A recurrent theme in F. Scott Fitzgerald's fiction is the psychic and moral gulf between the average American and wealthy elites. [362] [363] This recurrent theme is ascribable to Fitzgerald's life experiences in which he was "a poor boy in a rich town; a poor boy in a rich boy's school; a poor boy in a rich man's club at Princeton."
"The Offshore Pirate" is a short story written by F. Scott Fitzgerald in 1920. [1] It is one of eight short stories included in Fitzgerald's first published collection, Flappers and Philosophers. [2]
The Beautiful and Damned is a 1922 novel by American writer F. Scott Fitzgerald. [1] Set in New York City, the novel's plot follows a young artist Anthony Patch and his flapper wife Gloria Gilbert who become "wrecked on the shoals of dissipation" while partying to excess at the dawn of the hedonistic Jazz Age.
The Great Gatsby is a 1925 novel by American writer F. Scott Fitzgerald.Set in the Jazz Age on Long Island, near New York City, the novel depicts first-person narrator Nick Carraway's interactions with Jay Gatsby, the mysterious millionaire with an obsession to reunite with his former lover, Daisy Buchanan.
Taps at Reveille is a collection of 18 short stories by American writer F. Scott Fitzgerald, published by Charles Scribner's Sons in 1935. [1] It was the fourth and final volume of previously uncollected short stories Fitzgerald published in his lifetime. [2]

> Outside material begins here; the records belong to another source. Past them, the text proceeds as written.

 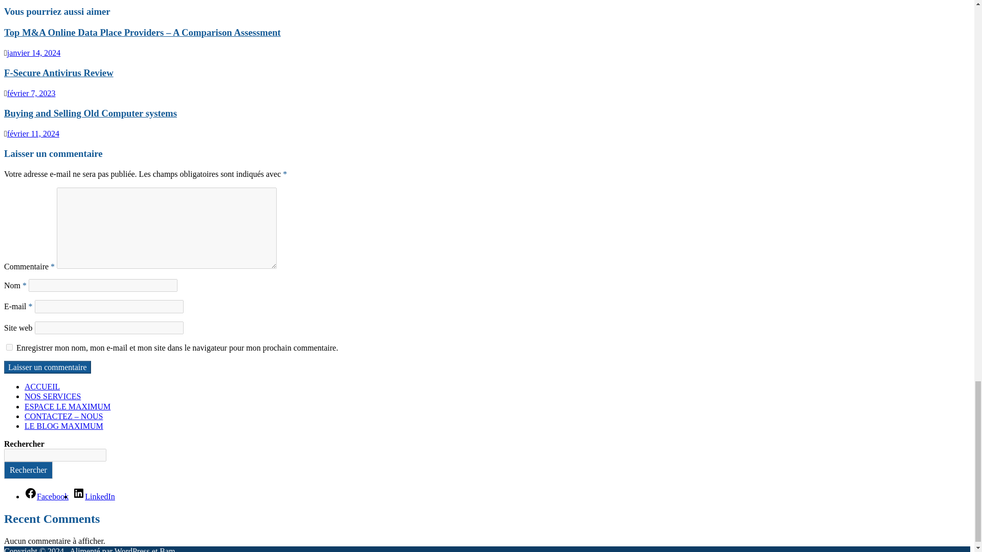 I want to click on ACCUEIL, so click(x=42, y=386).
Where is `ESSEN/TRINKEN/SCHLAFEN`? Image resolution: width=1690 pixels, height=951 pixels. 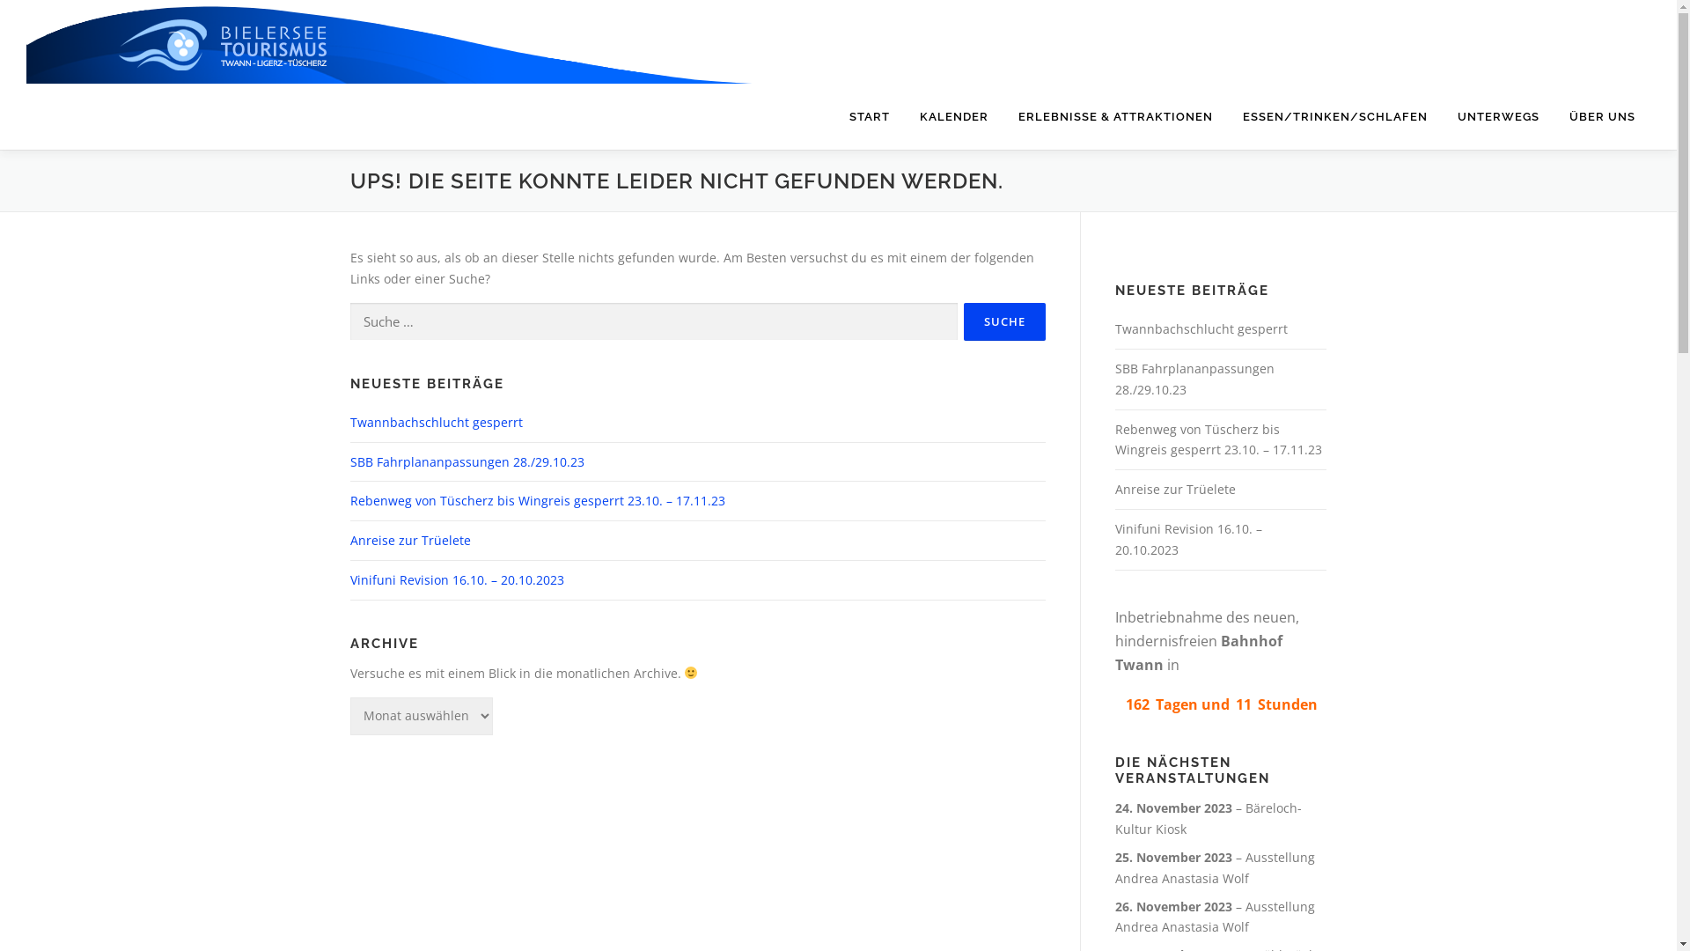
ESSEN/TRINKEN/SCHLAFEN is located at coordinates (1335, 116).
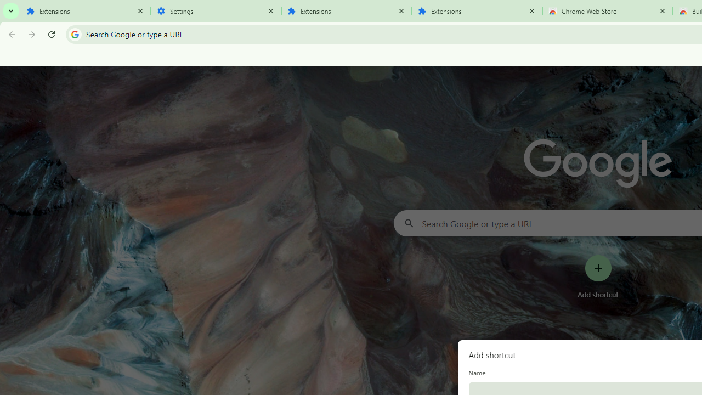 Image resolution: width=702 pixels, height=395 pixels. I want to click on Extensions, so click(477, 11).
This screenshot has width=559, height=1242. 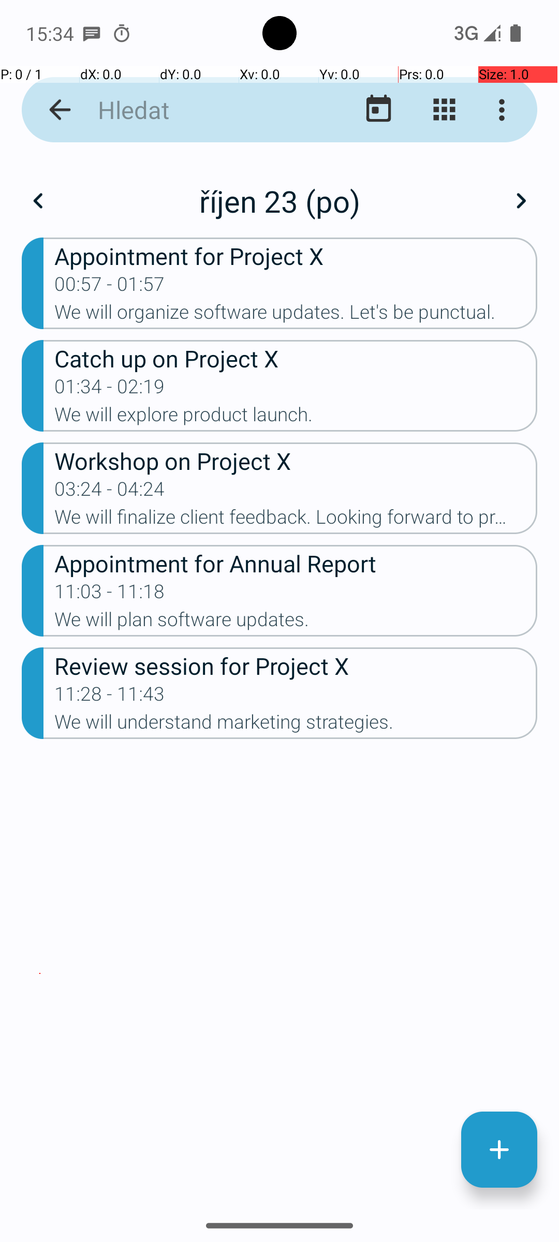 What do you see at coordinates (296, 417) in the screenshot?
I see `We will explore product launch.` at bounding box center [296, 417].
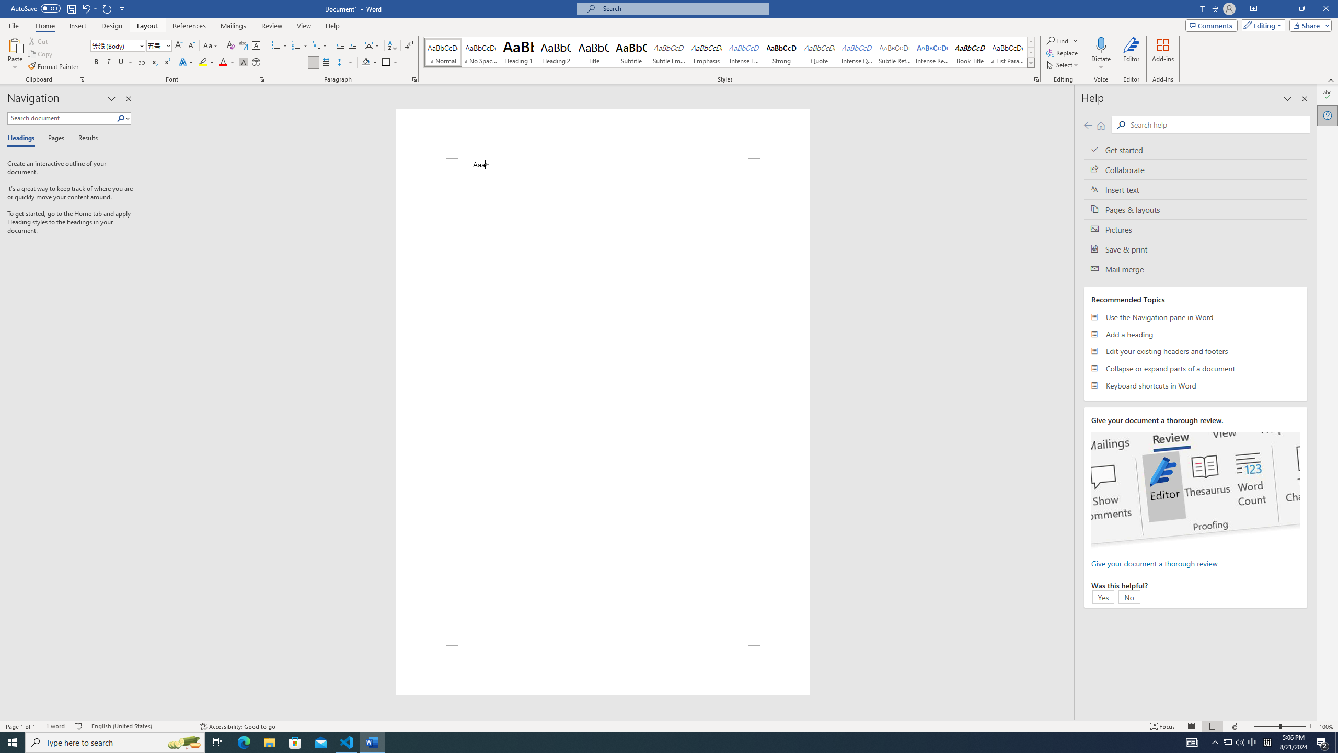 This screenshot has width=1338, height=753. I want to click on Microsoft search, so click(683, 8).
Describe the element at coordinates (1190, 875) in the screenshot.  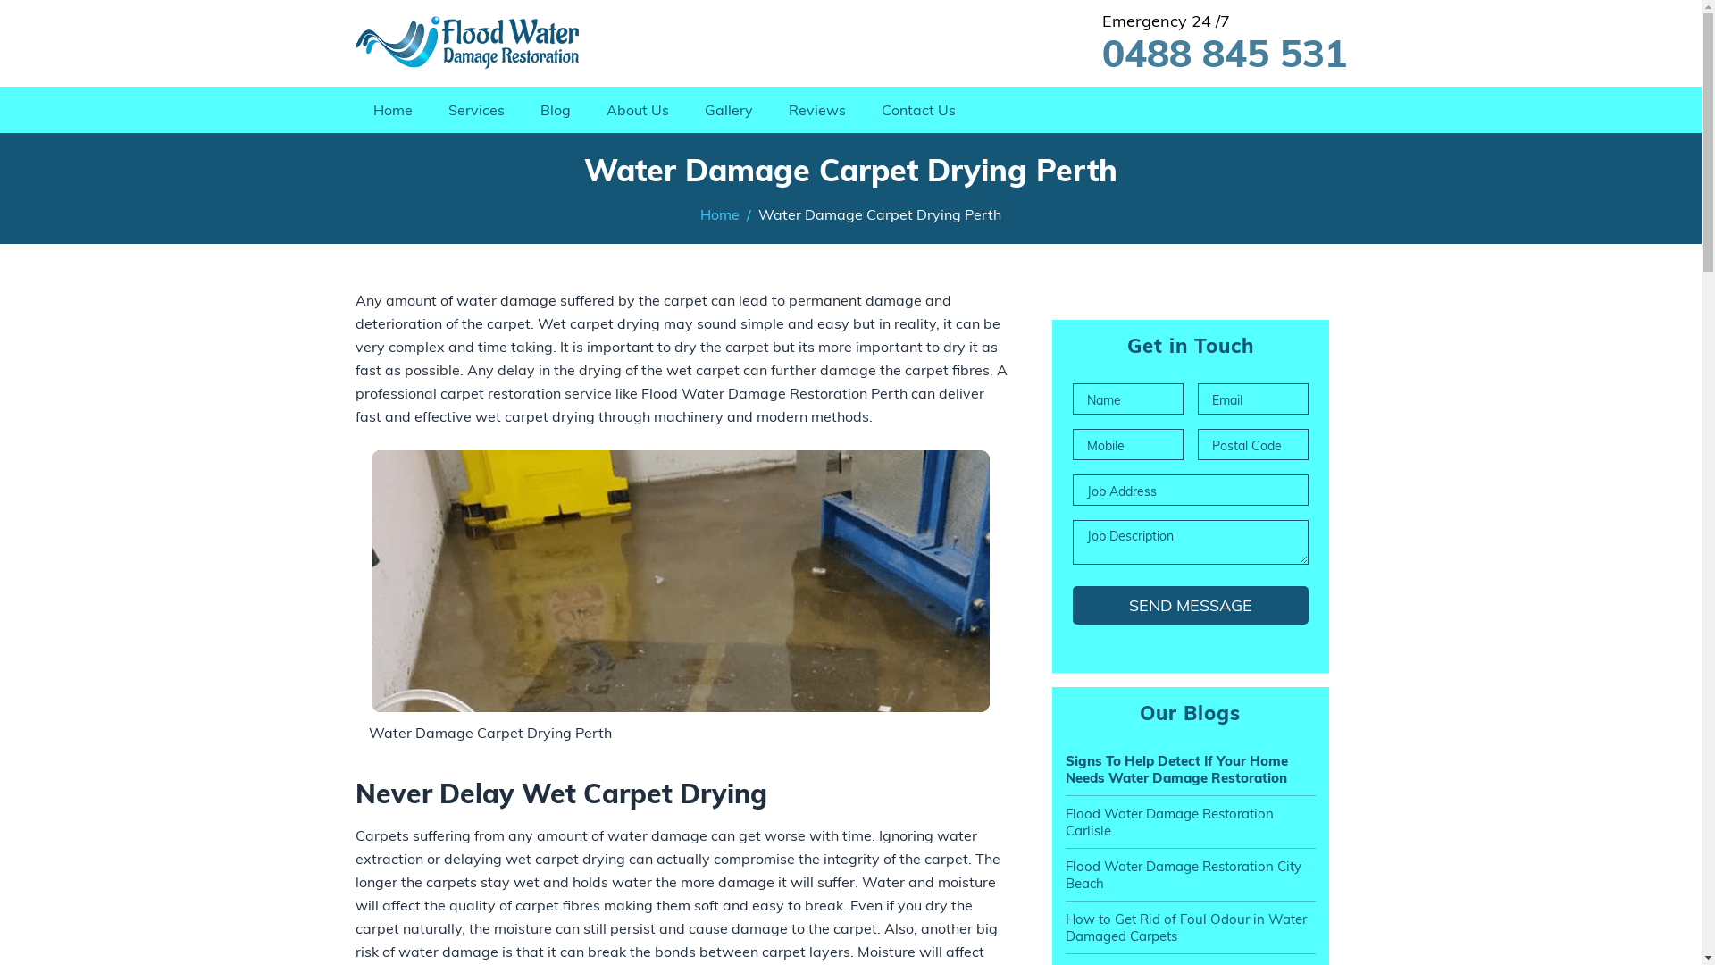
I see `Flood Water Damage Restoration City Beach` at that location.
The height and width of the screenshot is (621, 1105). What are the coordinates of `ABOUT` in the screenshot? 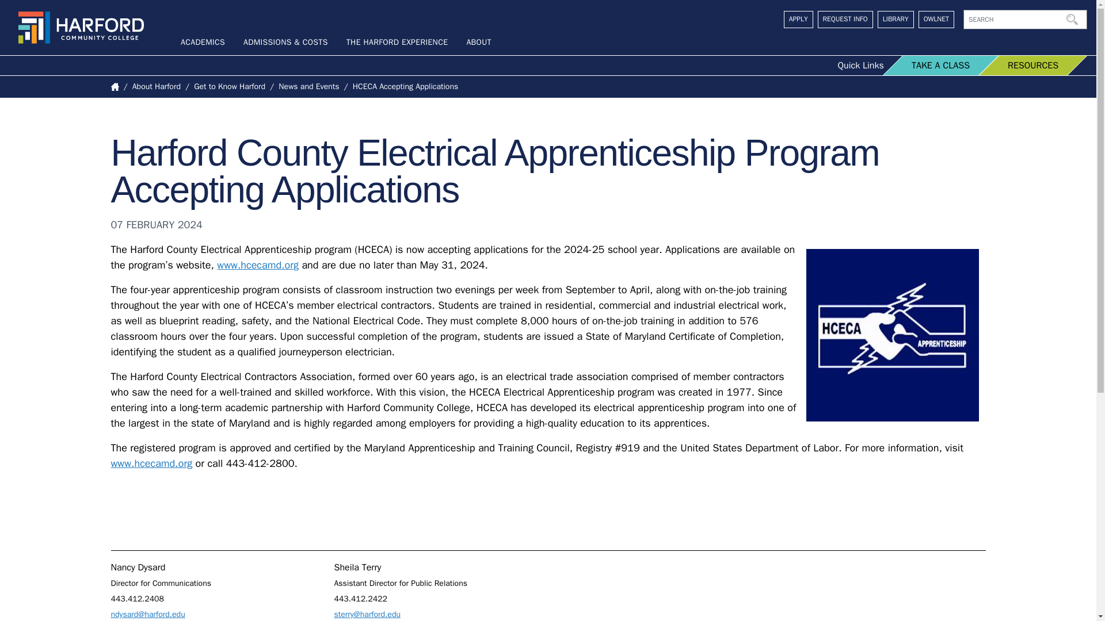 It's located at (478, 42).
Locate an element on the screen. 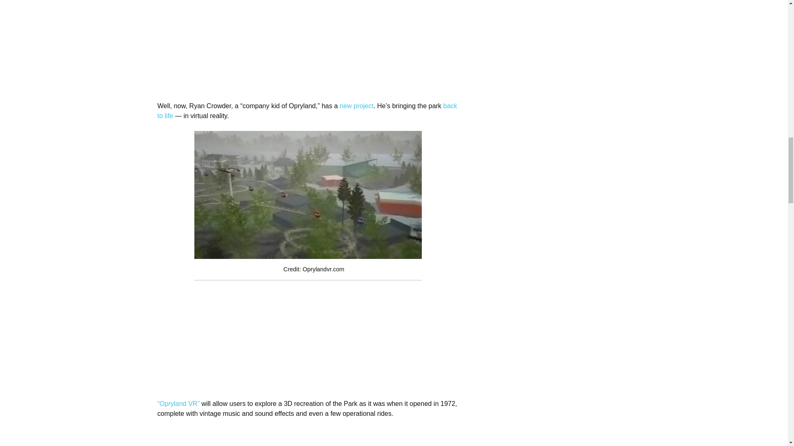 The image size is (794, 446). Opryland VR Teaser is located at coordinates (302, 437).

The Chicago Tribune paid $750 for the story and featured it in the “Blue Ribbon Fiction” section of the December 12, 1920 Sunday edition. [3] In the annotated table of contents which Fitzgerald introduces the stories collected in Tales of the Jazz Age (1922), he placed “The Lees of Happiness” under the category “Unclassified Masterpieces”:
The book is more like a magazine than a collection of stories by one man, arranged by an editor to suit all tastes and meant to be thrown away after reading." [13] Hawthorne closes with an upbeat assessment of Fitzgerald's potential as a fiction writer: "These stories are announced as beginning in the writer's second manner.